AI Becomes a Personal Housing Advisor for Nearly One Million Homeowners in Russia’s Yugra Region
In Russia’s Khanty-Mansi Autonomous Okrug – Yugra, authorities have launched a service that is unique for the country: an AI-powered digital assistant that now acts as a personal housing consultant for almost one million property owners.

From Call Centers to Conversational AI
The project was implemented by Sber, via its subsidiary platform Doma.ai, in partnership with the Yugra Capital Repair Fund. The assistant is available through a Telegram bot and operates 24/7. Using it is straightforward: residents simply find the bot @doma_ai_kapremont_86_bot on Telegram and start asking questions.
Instead of navigating rigid menus or predefined commands, users can phrase requests freely, such as “When will my building’s roof be repaired?” or “How much do I owe for capital repairs?” The GigaChat neural network processes each query, retrieves data from the fund’s internal systems, and instantly provides a personalized response or helps the user draft an official request.
For residents, this means immediate access to housing information without phone calls or visits to government offices. For the public sector, it translates into a sharp reduction in call center workloads, higher transparency in housing and utilities services, and a new benchmark for citizen-facing digital service quality. For the broader market, the project serves as a pilot demonstrating the real-world application of advanced AI and natural language processing models in government services.

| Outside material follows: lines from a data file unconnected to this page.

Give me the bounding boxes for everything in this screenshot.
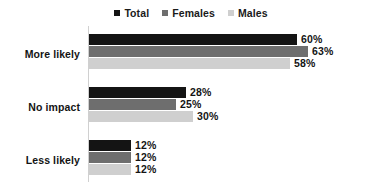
bar-value-less-likely-males: 12% <box>135 163 156 175</box>
category-label-more-likely: More likely <box>0 48 80 60</box>
bar-less-likely-females[interactable] <box>89 152 131 163</box>
bar-value-no-impact-males: 30% <box>197 110 218 122</box>
bar-more-likely-females[interactable] <box>89 46 308 57</box>
bar-less-likely-total[interactable] <box>89 140 131 151</box>
bar-less-likely-males[interactable] <box>89 164 131 175</box>
bar-value-less-likely-total: 12% <box>135 139 156 151</box>
bar-value-no-impact-females: 25% <box>180 98 201 110</box>
chart-screenshot: Total Females Males More likely 60% 63% <box>0 0 382 195</box>
bar-value-no-impact-total: 28% <box>190 86 211 98</box>
bar-more-likely-males[interactable] <box>89 58 290 69</box>
bar-value-less-likely-females: 12% <box>135 151 156 163</box>
bar-no-impact-total[interactable] <box>89 87 186 98</box>
bar-no-impact-males[interactable] <box>89 111 193 122</box>
plot-area: More likely 60% 63% 58% No impact 28% <box>0 0 382 195</box>
bar-more-likely-total[interactable] <box>89 34 297 45</box>
category-label-less-likely: Less likely <box>0 154 80 166</box>
bar-value-more-likely-females: 63% <box>312 45 333 57</box>
bar-no-impact-females[interactable] <box>89 99 176 110</box>
bar-value-more-likely-total: 60% <box>301 33 322 45</box>
category-label-no-impact: No impact <box>0 101 80 113</box>
bar-value-more-likely-males: 58% <box>294 57 315 69</box>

A Regional Pilot With National Potential
The Yugra project is effectively a ready-made case for scaling across other Russian regions, especially those with large multi-apartment housing stocks. Future development points toward deeper integration: connecting the assistant to property registry records, smart meter data, and GIS platforms that visualize infrastructure wear and tear.
Over time, the service could evolve into a unified “smart homeowner assistant,” offering payment notifications, reminders about homeowners’ meetings, and consultations on housing legislation. In this sense, Yugra’s experience illustrates how localized digital pilots can lay the groundwork for nationwide standards in smart urban services.
From Menu Bots to Neural Networks
The Yugra launch is not Russia’s first attempt to introduce AI into housing and utilities, but it is the most large-scale and technologically advanced so far. It represents a natural step in the evolution of digital services for homeowners and property management companies.
Early efforts relied on Telegram and Viber bots created by management companies and regional authorities. These bots followed a menu-based logic, offering predefined answers or document links. Their capabilities were limited, with no real understanding of natural language.

A later breakthrough came with the AI assistant “Gosha,” designed for legal and analytical tasks. Trained on housing legislation, sanitary regulations, and official standards, Gosha could help draft estimates, analyze meeting protocols, or provide legal advice. However, unlike the Yugra solution, it was not integrated with specific regional databases.
In 2025, Wellsoft announced an AI dispatcher aimed at fully automating request handling for property management companies. This system is designed to analyze calls and text messages, route requests, and instantly respond to standard issues such as leaks or water outages. Together, these developments mark a shift from simple information delivery toward full operational automation.
The Era of Smart Housing Services
The launch of the AI consultant in Yugra signals a new phase in the digital transformation of housing and utilities. This is not just another chatbot, but Russia’s first mass-scale service built on an advanced neural network and deeply embedded in the infrastructure of a specific public service. It changes the paradigm from “waiting for a call center response” to “getting an answer in seconds on a smartphone.”

AI assistants trained on region-specific data or on the datasets of large management companies are likely to become standard in major Russian cities. Integration with smart infrastructure will be a defining trend: AI will not only report planned outages but, by analyzing sensor data, will be able to predict failures and automatically initiate service requests.
A distinct IT market segment for housing and utilities is now emerging, where value is created through large language models and their fine-tuning for narrowly defined sectoral tasks. Yugra has effectively set a high bar within this trend.